Epilepsy

 

 

 

You hear the word seizure. What is the first image that pops up? Maybe someone convulsing on the ground, kicking their arms and legs? The Grand Mal — technically called a tonic-clonic — has been the face of epilepsy seemingly forever. That’s what I assumed all seizures looked like, until I started having them. There are two main groups of epilepsy, and each has multiple types of seizures.

With generalized epilepsy, seizures start in both sides of the brain at once. A tonic clonic would be a good example. In focal epilepsy, seizures start in one side of the brain, but can also spread to other areas. In some cases, doctors cannot determine where the seizures begin.

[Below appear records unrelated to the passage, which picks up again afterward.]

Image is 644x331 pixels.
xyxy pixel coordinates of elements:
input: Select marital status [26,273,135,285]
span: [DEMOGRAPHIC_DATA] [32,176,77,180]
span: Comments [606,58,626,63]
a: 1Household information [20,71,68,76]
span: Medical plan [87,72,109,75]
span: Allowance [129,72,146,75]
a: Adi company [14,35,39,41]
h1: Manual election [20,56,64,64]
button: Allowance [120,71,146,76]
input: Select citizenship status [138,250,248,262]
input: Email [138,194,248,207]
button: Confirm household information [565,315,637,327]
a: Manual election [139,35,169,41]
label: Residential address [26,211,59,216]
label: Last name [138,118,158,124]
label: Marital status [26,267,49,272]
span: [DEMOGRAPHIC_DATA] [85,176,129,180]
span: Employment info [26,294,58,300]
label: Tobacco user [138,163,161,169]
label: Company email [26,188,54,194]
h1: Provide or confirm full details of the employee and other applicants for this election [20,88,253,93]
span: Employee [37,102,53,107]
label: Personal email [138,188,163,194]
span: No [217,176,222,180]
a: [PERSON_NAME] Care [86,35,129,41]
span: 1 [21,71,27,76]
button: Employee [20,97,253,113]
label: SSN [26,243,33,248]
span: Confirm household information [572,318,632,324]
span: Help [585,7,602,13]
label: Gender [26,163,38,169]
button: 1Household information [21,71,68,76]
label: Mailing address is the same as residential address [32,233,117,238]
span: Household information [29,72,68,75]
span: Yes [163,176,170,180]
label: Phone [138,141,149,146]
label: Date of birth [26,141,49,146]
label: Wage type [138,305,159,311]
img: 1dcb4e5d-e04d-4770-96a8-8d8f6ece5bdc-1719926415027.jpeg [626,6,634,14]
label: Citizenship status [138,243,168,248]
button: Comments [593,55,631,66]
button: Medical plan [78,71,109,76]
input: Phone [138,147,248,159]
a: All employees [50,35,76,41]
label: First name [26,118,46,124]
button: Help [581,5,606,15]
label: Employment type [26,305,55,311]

This is how a seizure happens:
Your brain is constantly sending messages to other parts of your body through the nervous system, a network of billions of neurons. They travel via an electrical current.

But if something suddenly disrupts the network, (brain infections like meningitis, trauma, birth defects, tumors, drug abuse, developmental disorders, stroke, dementia, genetics, and more) nerve cells start misfiring and create a huge surge of electrical activity in the brain. This is a seizure. Some people refer to electrical storms as brainstorms.

Depending on where in the brain seizures start, the surge in electrical activity can cause strange behaviors like screaming, laughing, convulsing, staring, jumbled speech, déjà vu, jamais vu, funny tastes, sounds and smells, undressing, running out the door… and more.

It is important to note that epilepsy is not a mental illness, and not everyone who has a seizure will develop epilepsy. It often takes multiple tests, including an EEG, which detects electrical activity in the brain. Video-EEG testing is done in a hospital Epilepsy Monitoring Unit.

An EEG helps doctors determine if seizures are “nonepileptic.” These are caused by psychological issues,
not abnormal electrical activity.

 

 

 Data and facts shared on this page are from the Epilepsy Foundation.